There is no questioning the historical significance of the emergence of the Assassin’s Creed franchise on the gaming landscape. And the devs who were behind the inception of said IP, helmed by newly branded CEO Jade Raymond, have come together to form Haven Entertainment Studios. Their pedigree and contribution to the gaming space is certainly a reason to sit up and take notice to the title they are working on for eventual play on the PlayStation platform. A select number of us recently got together to talk about the wonder that is Arkane Studios and in doing so went back over their DNA; how they emerged out of the divergence in the timeline when EA chose to double-down on consoles versus PC, multiplayer versus single-player, and other characteristics that have come to define its portfolio. So often these small tremors in the gaming timeline become echoes that reverberate with much greater significance than the events that foretold them. Often, seeing these dynamics cascade across the veil of over four decades of gaming history make me feel like Uatu, observing from the Nexus of all gaming timelines. And as the years go on, it becomes more and more difficult to try and assess just which of these ripples it is valuable to pay attention to.

I would love to pay attention to them all. The harsh reality is that the bigger and more significant a given studio and its IP and long-running franchises become, the more likely it is that lead developers and major figures develop creative differences or just a yen for greenfields and leave, to the point that the space packed with studios that are started out of “one of the creative leads of ‘franchise X’ ” just starts to become noise. There seem to be an innumerable set of studios born out of former leads of Bungie and Destiny, 343 and Halo, Bioware and Dragon Age. And now with the recurring reports of toxic environments existing at Activision/Blizzard and Ubisoft, we are seeing more news coverage of the demographic of studios borne out of that splicing. Speaking of splicing, the number of studios that hone back in some way to paths crossed with Irrational Games in some genetic manner is almost too many to count. It is often just too much.

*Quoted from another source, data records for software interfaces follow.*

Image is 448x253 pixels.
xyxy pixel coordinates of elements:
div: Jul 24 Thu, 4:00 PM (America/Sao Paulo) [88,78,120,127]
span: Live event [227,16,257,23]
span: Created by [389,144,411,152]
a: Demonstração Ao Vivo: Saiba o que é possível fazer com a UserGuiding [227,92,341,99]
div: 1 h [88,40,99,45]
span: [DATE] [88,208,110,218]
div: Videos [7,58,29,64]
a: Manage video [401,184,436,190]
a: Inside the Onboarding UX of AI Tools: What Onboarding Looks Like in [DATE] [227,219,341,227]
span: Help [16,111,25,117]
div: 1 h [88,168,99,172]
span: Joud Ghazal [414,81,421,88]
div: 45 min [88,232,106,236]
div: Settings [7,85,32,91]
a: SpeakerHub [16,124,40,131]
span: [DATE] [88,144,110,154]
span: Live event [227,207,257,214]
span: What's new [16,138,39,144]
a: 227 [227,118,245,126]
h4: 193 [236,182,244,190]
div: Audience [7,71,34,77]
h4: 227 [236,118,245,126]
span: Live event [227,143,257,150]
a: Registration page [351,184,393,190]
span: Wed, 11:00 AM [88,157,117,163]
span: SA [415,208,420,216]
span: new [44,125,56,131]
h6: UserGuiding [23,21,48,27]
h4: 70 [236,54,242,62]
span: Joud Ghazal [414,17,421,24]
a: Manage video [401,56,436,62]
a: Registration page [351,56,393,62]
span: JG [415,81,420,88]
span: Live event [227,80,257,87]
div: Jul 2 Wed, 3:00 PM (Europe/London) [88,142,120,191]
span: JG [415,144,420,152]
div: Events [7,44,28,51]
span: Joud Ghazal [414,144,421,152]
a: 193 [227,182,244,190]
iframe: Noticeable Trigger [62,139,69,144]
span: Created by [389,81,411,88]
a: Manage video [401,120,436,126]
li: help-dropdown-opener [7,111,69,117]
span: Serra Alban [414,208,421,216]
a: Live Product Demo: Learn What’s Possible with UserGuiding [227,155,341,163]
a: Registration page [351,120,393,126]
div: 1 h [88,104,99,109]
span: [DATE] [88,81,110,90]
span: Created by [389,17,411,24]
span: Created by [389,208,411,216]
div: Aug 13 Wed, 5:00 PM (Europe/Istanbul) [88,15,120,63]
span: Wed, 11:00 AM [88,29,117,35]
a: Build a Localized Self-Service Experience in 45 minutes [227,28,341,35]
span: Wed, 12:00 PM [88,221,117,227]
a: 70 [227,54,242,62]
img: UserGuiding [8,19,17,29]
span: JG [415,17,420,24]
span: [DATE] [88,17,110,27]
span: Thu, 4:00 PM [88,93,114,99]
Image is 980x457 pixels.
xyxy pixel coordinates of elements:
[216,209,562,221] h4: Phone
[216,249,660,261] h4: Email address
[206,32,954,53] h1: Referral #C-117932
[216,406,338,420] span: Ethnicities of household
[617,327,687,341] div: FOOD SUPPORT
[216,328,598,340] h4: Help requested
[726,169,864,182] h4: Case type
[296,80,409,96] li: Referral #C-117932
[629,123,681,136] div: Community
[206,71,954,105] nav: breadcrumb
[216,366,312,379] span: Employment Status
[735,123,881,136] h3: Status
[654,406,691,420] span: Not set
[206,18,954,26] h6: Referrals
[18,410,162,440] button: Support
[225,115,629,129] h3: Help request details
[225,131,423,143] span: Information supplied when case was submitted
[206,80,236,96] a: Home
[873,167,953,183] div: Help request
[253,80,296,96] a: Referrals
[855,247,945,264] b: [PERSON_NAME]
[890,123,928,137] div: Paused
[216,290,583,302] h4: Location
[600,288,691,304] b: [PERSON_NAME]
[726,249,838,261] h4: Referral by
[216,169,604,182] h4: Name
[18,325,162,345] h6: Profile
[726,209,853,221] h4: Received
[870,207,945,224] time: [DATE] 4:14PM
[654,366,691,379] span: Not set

But I think that the sheer magnitude of trying to account for all of these tentacles in the timeline and the variants they spawn as a means to determine what games we should pay attention to should not be cause to be less attenuated to this signal. No, we cannot keep up with them all. But I think it is still important to pay attention to, and to learn from. In many ways, I think of Torchlight as the branch that fixed a lot of the things that I had problems with in Diablo II. Such emergences will continue to occur and I think that our understanding of the history, creative, and social events that begat them lend to the overall consumption experience in playing these games. It is kind of like the marinade that creates the deep flavors running beneath the surface of any given title’s graphics, mechanics, and artistic style. So I think these pedigrees do make a difference, even when the landscape seems exhaustively dotted with studios from a few common points of departure. I’d propose that when it seems like those genetic fibers all seem too common, then you should dive deep, and read more current and past writings covering those teams and personalities and see if you can unearth the key differences that may pervade. I can almost guarantee that the depth of understanding and digestion of the next title you play from them will be much more greatly enriched that you would have though possible.